The Second Mrs. Tanqueray, Act 1 http://books.google.com/books?id=P4A-AAAAYAAJ&q=%22From+forty+till+fifty+a+man+is+at+heart+either+a+stoic+or+a+satyr%22&pg=PA38#v=onepage (1893)

“I am resolved to grow fat, and look young till forty.”
The Maiden Queen, Act iii, scene 1.
Bartlett's Familiar Quotations, 10th ed. (1919)

1990s, Copyleft: Pragmatic Idealism (1998)

The Age of Wisdom, reported in Bartlett's Familiar Quotations, 10th ed. (1919).

“If you are prepared to die, you are prepared to live.”
On the death of John Evans Atta-Mills - "Prophet TB Joshua Opens Up On Atta-Mills' Death" https://www.naij.com/4448.html Naij (August 1 2012)

“Ignore the critics… Only mediocrity is safe from ridicule. Dare to be different!”

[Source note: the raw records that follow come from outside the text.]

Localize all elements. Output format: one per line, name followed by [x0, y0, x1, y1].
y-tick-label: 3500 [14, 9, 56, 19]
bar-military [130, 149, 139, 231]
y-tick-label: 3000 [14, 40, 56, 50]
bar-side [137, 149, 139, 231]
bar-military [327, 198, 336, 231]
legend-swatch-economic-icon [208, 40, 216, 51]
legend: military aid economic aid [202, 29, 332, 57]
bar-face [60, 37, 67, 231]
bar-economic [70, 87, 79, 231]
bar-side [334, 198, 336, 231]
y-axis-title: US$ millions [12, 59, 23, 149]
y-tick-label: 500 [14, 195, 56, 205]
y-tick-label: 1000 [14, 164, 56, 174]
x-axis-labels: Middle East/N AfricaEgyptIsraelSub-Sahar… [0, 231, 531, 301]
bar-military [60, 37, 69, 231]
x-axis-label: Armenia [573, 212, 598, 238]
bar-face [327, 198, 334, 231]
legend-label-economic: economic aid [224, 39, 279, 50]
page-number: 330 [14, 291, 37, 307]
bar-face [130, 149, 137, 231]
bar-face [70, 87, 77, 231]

As quoted in What Great Men Think of Religion (1972 [1945]) by Ira D. Cardiff, p. 245. Actually said by Edward Gibbonː "The various modes of worship, which prevailed in the Roman world, were all considered by the people, as equally true; by the philosopher, as equally false; and by the magistrate, as equally useful." (The History of the Decline and Fall of the Roman Empire, 1776, Vol. I, Ch. II).